Vagrant is an amazing tool. It's quite substantially changed my workflows in a variety of areas. It's a particularly interesting tool for building packages or running tests across multiple OS's or distributions from a single set of scripts.
A recent example of the usefulness of Vagrant is the new packaging and testing work undertaken in the Sensu project. The project set out to build a new set of native OS packages with a goal of making Sensu easy to deploy on a variety of platforms and without a lot of the friction that sometimes accompanies Ruby apps. As part of the packaging effort we needed a simple mechanism to build native packages on the relevant platforms, ie: .deb's on debian and .rpm on redhat/centos.
We ended up using a combination of Vagrant and some homegrown tools such as Bunchr.
You can see the work in these 2 repos:
Both codebases contain a para-vagrant.sh script that is used in place of the normal vagrant up to kick off parallel provisioning tasks. sensu-tests is the more interesting example as it runs a set of rspec tests against Sensu across 14 VM's and this will likely grow to encompass other OS's in the future.

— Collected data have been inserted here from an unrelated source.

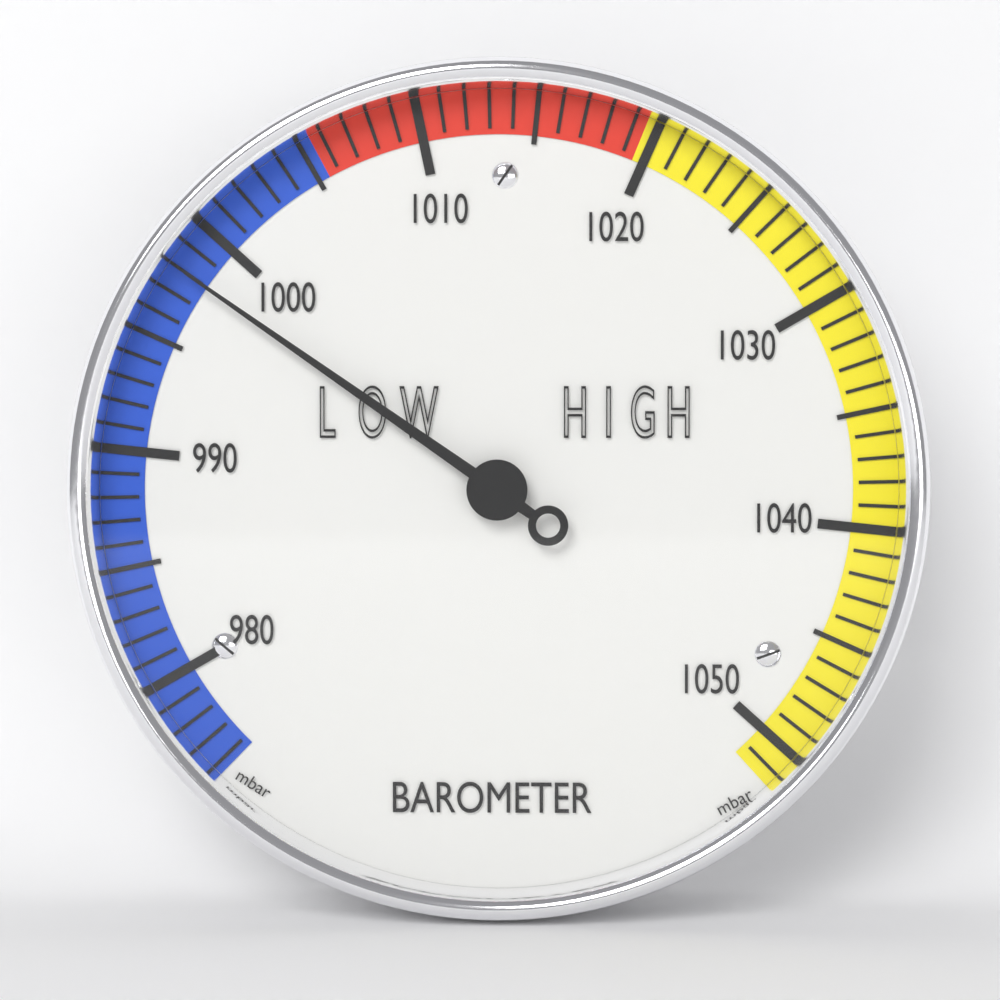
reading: 998 mbar
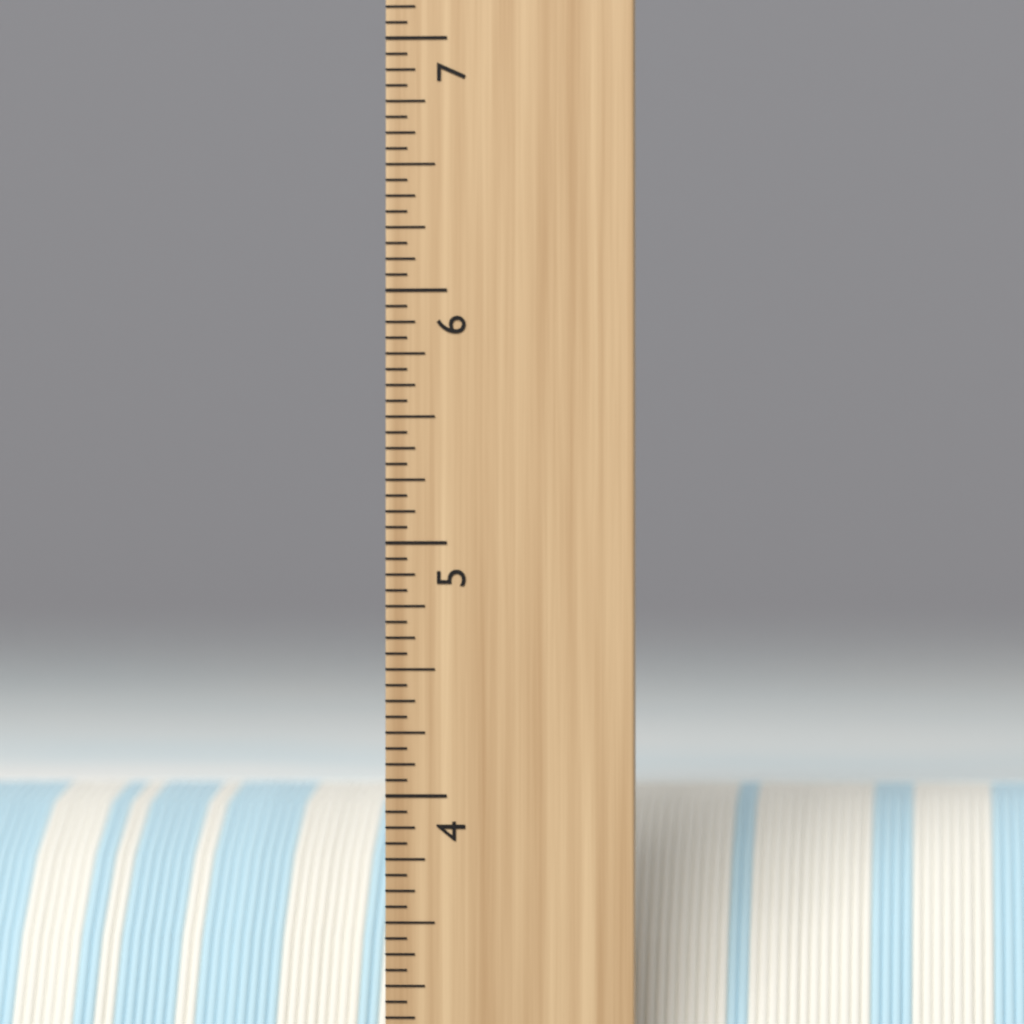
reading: 4.0000 inch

The tests are executed as Vagrant provisioners (a combo of Chef and shell to call rspec).
The simplest way to use multi-VM's with Vagrant is the typical vagrant up. However, this will boot and run the provisioning tasks sequentially on each VM. With 14 VM's to test, this process can take a long time.
Can we speed this up? Yes. In fact we were able to reduce the time taken to run the sensu-build tasks from about 33 minutes to 12 minutes, and reduced sensu-tasks from almost 90 minutes to 15!